As the Schaws and Cathcarts prospered as mine owners, their estate workers became miners and the settlement moved south to the mines, leaving Sauchie Tower almost isolated. William Schaw Cathcart, the first Earl , was the most distinguished of a remarkable family of statesmen. As Russian ambassador, his services were of the greatest importance in the overthrow of Napoleon.

He retired to Britain, but sold Schawpark to his sister's family, Earls of Mansfield, in The Earl of Mar's miners' cottages at Holton Square was the first of many colliery rows in the area, and by the mid 19th century - with the collected mining villages becoming known as New Sauchie - almost a suburb of Alloa. Schawpark the mansion fell into decay in the mid 19th century. The house was unroofed in and finally demolished in the s - I saw the ruins as a youngster - Author JS.

By the mid nineteenth century the internal timbers of Sauchie Tower picture - on the banks of the Devon nrear Fishcross- were decaying and falling down. The Tower was sold in for an 'old Scots penny' in the hope that the new owners would restore it, but it remains a semi derelict shell with a temporary roof, cables binding the walls to stabilise the masonry and bricked up windows.

I think Sauchie Tower was where the original village of Sauchie was. Sauchie means place of the willow trees. Cambus - on the River Devon The West Cambus sawmill on the left bank is known to have been occupied by the wood merchant William Mitchell in the s. After Devon Place was demolished a modern distillery was built and thrived there until the late s.

A large boiler house was built where the village smithy was. After the distillery was closed the site was cleared, there are no buildings here anymore. The Devon was once a thriving Salmon River, but after the pollution of the industrial years, and because the water flow is much reduced by dams upstream, few salmon ever venture here anymore. Knox's Brewery - The Forth Brewery run by the Knox family was one of many such enterprises that flourished in the Alloa area in the late nineteenth and early twentieth centuries.

Robert Knox, the founder of the firm, had a brewery in operation at Cambus by , which made use of water transport for importing supplies and distributing its finished products. Robert lived in Tullibody House in the 's and 's.
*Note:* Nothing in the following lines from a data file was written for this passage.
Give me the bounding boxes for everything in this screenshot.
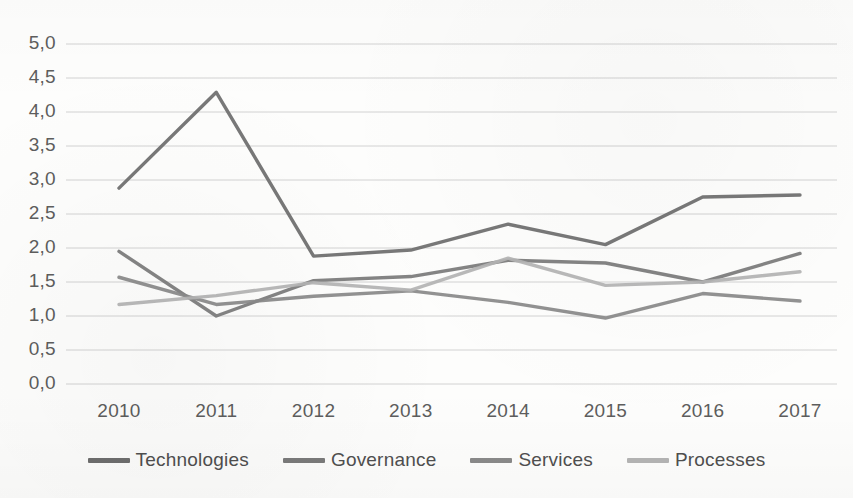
y-axis-tick-label: 1,5 — [4, 270, 56, 292]
y-axis-tick-label: 4,0 — [4, 100, 56, 122]
legend-line-swatch — [627, 458, 669, 463]
x-axis-tick-label: 2011 — [181, 400, 251, 422]
legend-item-processes[interactable]: Processes — [627, 449, 766, 471]
x-axis-tick-label: 2014 — [473, 400, 543, 422]
legend-line-swatch — [283, 458, 325, 463]
x-axis-tick-label: 2010 — [84, 400, 154, 422]
chart-legend: TechnologiesGovernanceServicesProcesses — [0, 449, 853, 471]
legend-line-swatch — [470, 458, 512, 463]
x-axis-tick-label: 2016 — [668, 400, 738, 422]
y-axis-tick-label: 1,0 — [4, 304, 56, 326]
y-axis-tick-label: 0,0 — [4, 372, 56, 394]
y-axis-tick-label: 5,0 — [4, 32, 56, 54]
legend-label: Services — [518, 449, 592, 471]
x-axis-tick-label: 2013 — [376, 400, 446, 422]
y-axis-tick-label: 2,0 — [4, 236, 56, 258]
legend-item-governance[interactable]: Governance — [283, 449, 437, 471]
legend-label: Processes — [675, 449, 766, 471]
series-line-technologies — [119, 92, 800, 256]
y-axis-tick-label: 0,5 — [4, 338, 56, 360]
legend-label: Governance — [331, 449, 437, 471]
x-axis-tick-label: 2015 — [570, 400, 640, 422]
y-axis-tick-label: 3,0 — [4, 168, 56, 190]
legend-item-services[interactable]: Services — [470, 449, 592, 471]
plot-area — [0, 0, 853, 498]
y-axis-tick-label: 3,5 — [4, 134, 56, 156]
x-axis-tick-label: 2017 — [765, 400, 835, 422]
x-axis-tick-label: 2012 — [279, 400, 349, 422]
y-axis-tick-label: 2,5 — [4, 202, 56, 224]
y-axis-tick-label: 4,5 — [4, 66, 56, 88]
line-chart: 0,00,51,01,52,02,53,03,54,04,55,0 201020… — [0, 0, 853, 498]
legend-item-technologies[interactable]: Technologies — [88, 449, 249, 471]
legend-label: Technologies — [136, 449, 249, 471]
legend-line-swatch — [88, 458, 130, 463]
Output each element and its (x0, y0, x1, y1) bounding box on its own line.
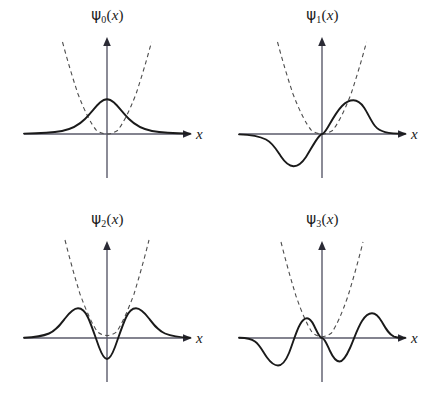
panel-psi-2-plot (0, 204, 215, 408)
y-axis (318, 241, 326, 382)
panel-psi-3: ψ3(x) x (215, 204, 430, 408)
y-axis (103, 37, 111, 178)
panel-psi-0: ψ0(x) x (0, 0, 215, 204)
panel-psi-2: ψ2(x) x (0, 204, 215, 408)
y-axis (103, 241, 111, 382)
panel-psi-1: ψ1(x) x (215, 0, 430, 204)
wavefunction-figure: ψ0(x) x ψ1(x) x (0, 0, 430, 408)
panel-psi-0-plot (0, 0, 215, 204)
panel-psi-3-plot (215, 204, 430, 408)
y-axis (318, 37, 326, 178)
panel-psi-1-plot (215, 0, 430, 204)
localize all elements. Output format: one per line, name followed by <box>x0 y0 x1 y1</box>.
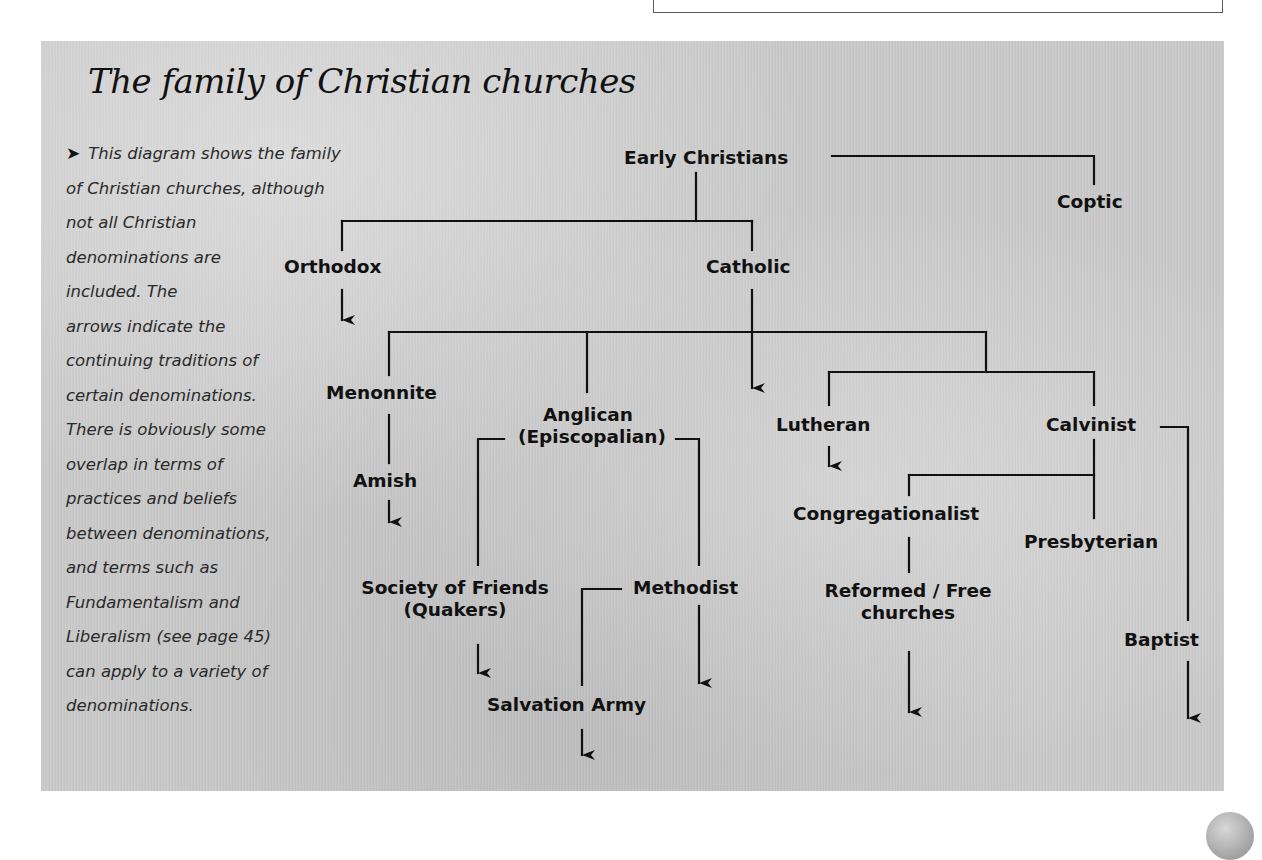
node-baptist: Baptist <box>1124 629 1199 651</box>
node-calvinist: Calvinist <box>1046 414 1136 436</box>
node-methodist: Methodist <box>633 577 738 599</box>
description-line: included. The <box>66 275 396 310</box>
node-reformed-line1: Reformed / Free <box>824 580 991 601</box>
node-orthodox: Orthodox <box>284 256 381 278</box>
description-line: continuing traditions of <box>66 344 396 379</box>
page-marker-circle <box>1206 812 1254 860</box>
description-line: can apply to a variety of <box>66 655 396 690</box>
node-society-of-friends: Society of Friends (Quakers) <box>344 577 566 621</box>
node-anglican-line2: (Episcopalian) <box>518 426 666 447</box>
node-presbyterian: Presbyterian <box>1024 531 1158 553</box>
node-amish: Amish <box>353 470 417 492</box>
node-menonnite: Menonnite <box>326 382 437 404</box>
node-society-line1: Society of Friends <box>361 577 548 598</box>
header-frame <box>653 0 1223 13</box>
diagram-title: The family of Christian churches <box>88 61 636 101</box>
node-early-christians: Early Christians <box>624 147 788 169</box>
node-congregationalist: Congregationalist <box>793 503 979 525</box>
node-society-line2: (Quakers) <box>404 599 507 620</box>
description-line: overlap in terms of <box>66 448 396 483</box>
node-catholic: Catholic <box>706 256 790 278</box>
description-line: ➤This diagram shows the family <box>66 136 396 172</box>
node-salvation-army: Salvation Army <box>487 694 646 716</box>
description-line: not all Christian <box>66 206 396 241</box>
node-reformed-free-churches: Reformed / Free churches <box>806 580 1010 624</box>
description-line: of Christian churches, although <box>66 172 396 207</box>
description-line: Liberalism (see page 45) <box>66 620 396 655</box>
description-line: There is obviously some <box>66 413 396 448</box>
description-line: arrows indicate the <box>66 310 396 345</box>
node-reformed-line2: churches <box>861 602 955 623</box>
description-text: ➤This diagram shows the family of Christ… <box>66 136 396 724</box>
bullet-arrow-icon: ➤ <box>66 143 80 163</box>
description-line: between denominations, <box>66 517 396 552</box>
description-line: denominations. <box>66 689 396 724</box>
description-line: practices and beliefs <box>66 482 396 517</box>
node-coptic: Coptic <box>1057 191 1123 213</box>
node-anglican: Anglican (Episcopalian) <box>518 404 658 448</box>
node-lutheran: Lutheran <box>776 414 870 436</box>
node-anglican-line1: Anglican <box>543 404 633 425</box>
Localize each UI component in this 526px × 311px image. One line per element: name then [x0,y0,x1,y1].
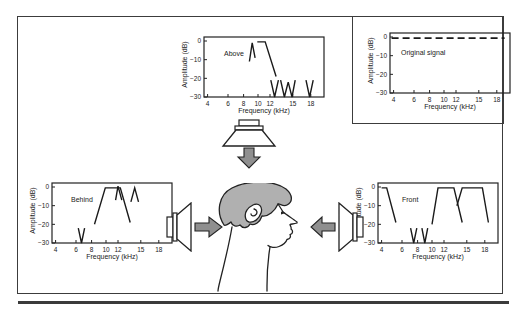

The 'New Brewery' was completed in on a less restricted site to the north of its predecessor, this time served by a siding from the Stirling and Dunfermline Railway. In the years during and after the Second World War the company faced supply restrictions and its line dwindled to a single dark, heavy beer.

Alloa Ltd. The brewery closed four months later, temporarily reopening during the hot summer of Three years later it was converted into the Strathmore Distillery, specialising in the production of lowland malt. The Stirling and Dunfermline Railway was closed to passenger services in the early s and was completely closed in the s.

The distillery closed down recently The Misses Duncan had been associated with the post office since , when they took over its management from one James Galloway The post-mistress in the early years of the century was a Miss Janet Paterson. She was still operating the post office and the associated grocer's shop at the time of the First World War. Castle Campbell, now partly ruined , in Dollar Glen, was once somberly known as Castle Gloom or Gloume and the two burns in the deep rocky gorges on either side of it are called Care and Sorrow.

John Knox preached there in In Dollar can be found Dollar Academy - an internationally famous school. Passenger carrying steam-boats sailed between Stirling and Granton near Edinburgh along the River Forth, calling at river ports like Alloa, Clackmannan and Aberdour.

The fares were quite small. The Silver Glen lies approximately 1km to the east of the town of Alva, Clackmannanshire, and takes its name from the silver that was mined there in the early 18th century.